Published on 17 January 2022
My spirit is grieving. I do not say it to solicit pity or sympathy. I merely say it as anything else I shout into this digital void - that those blessed enough to be in community with me can witness my truth. It is as dry a fact as if I were to say the sky is blue. The trigger of my current bout of grief is a death of someone unrelated to me, but close to someone who means the world to me. There is about twenty or so people in the whole wide world who I consider my closest friends and any loss they suffer shatters my heart as though we shared the same heart. My heart is no stranger to grief and perhaps that is the issue. This young man's life was cut short by poison. Was it jealousy or greed or just pure evil? Where is the justice in the world?
Today in the United States was the commemoration of Martin Luther King Jr, an advocate of justice. One of my favorite quotes by the Reverend Dr King is: "Injustice anywhere is a threat to justice everywhere." My spirit is grieving because there is so much injustice in life and in the world. I grieve the state of disconnect that we find ourselves in, forced by socioeconomic forces and systems to go into exile in the diaspora. Physically removed from my kinspeople that I could not share the burden of grief with my friend by helping collect firewood or digging up the grave or lending my voice in song at the night vigil. Where is the justice in a system where to have such a life of material comfort I have to be apart from loved ones?
How sorrowful it is to live in a world where people are incentivized to make big sacrifices in order to fulfill the desires of their hearts? I still grieve the horrific murder of my uncle - Otlaadisa Ramotlhobogwa "Tlhobosi" Ramarea - almost two decades ago, because a local politician desired victory in the general election and was convinced using his body parts in some ritual would guarantee his victory. His sacrifice was our loved one. I grieve that we had to 1 Kings 21:19 the politician and his accomplices, resulting in seemingly random suicides and accidental deaths of loved ones of everyone involved within 3 months of my uncle's closed casket funeral. Needless to say he lost the election. Was all that loss worth it in the end? Was justice served in the world of the supernatural?
I have been robbed at knife point by strangers in broad daylight and chased with machetes by enraged blood relatives in the dead of night. Were they seeking to fulfill desires of their hearts? Or was it jealousy or greed or just pure evil? How does one poison or decapitate their own relative? What traumas drive these poison disseminating and axe wielding psychopaths? Where is justice for them in their dual roles as victims and perpetrators? My spirit also grieves the violence of the narcissists - oh the sweetness of their manipulative love, and the emptiness of its absence when one is fortunate enough to escape from their invisible grasp. Where is the justice for those perpetually feeling unworthy because of the poisonous words from unloving loved ones?

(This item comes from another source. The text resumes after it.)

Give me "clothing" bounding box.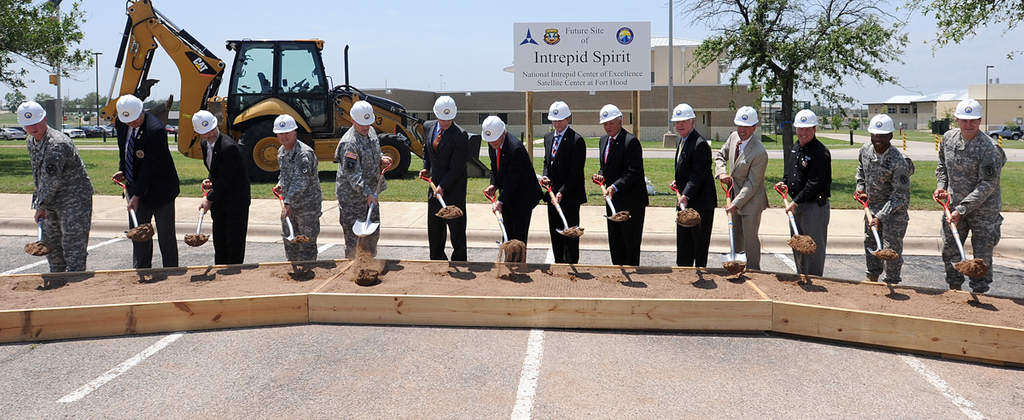
{"left": 276, "top": 136, "right": 323, "bottom": 265}.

Who is the perpetrator and who is the victim? I live in the Tenderloin, near downtown San Francisco. There are so many unhoused people here the first time I came I could not believe that there could be that much suffering in the west. After all the socioeconomic systems whose winds of "freedom" propelled me this way convince us that the west is paradise and we must aspire to it. I live a very comfortable life. Is this my justice for all the hardships of my childhood and family life growing up in a formerly colonized country? Or am I a perpetrator of injustice, a gentrifier, contributing to the escalating cost of living here that is leaving many more people unhoused as the city becomes too expensive for them to afford?
There are at least five people in the whole wide world in all of the nearly three decades of my life who can say without thinking twice that I am definitely a perpetrator of injustice. I grieve that they are not wrong to say that. I grieve that I sometimes forget to be gentle with myself and remember I do not have the power of the world. If I did and allowed injustice to persist, then I would deserve to feel disappointed in my own role. I grieve the truth that we do not realize that collectively we have the power of the world and can, as Martin Luther King Jr hoped, bend the arc of the moral universe towards justice. My spirit is grieving.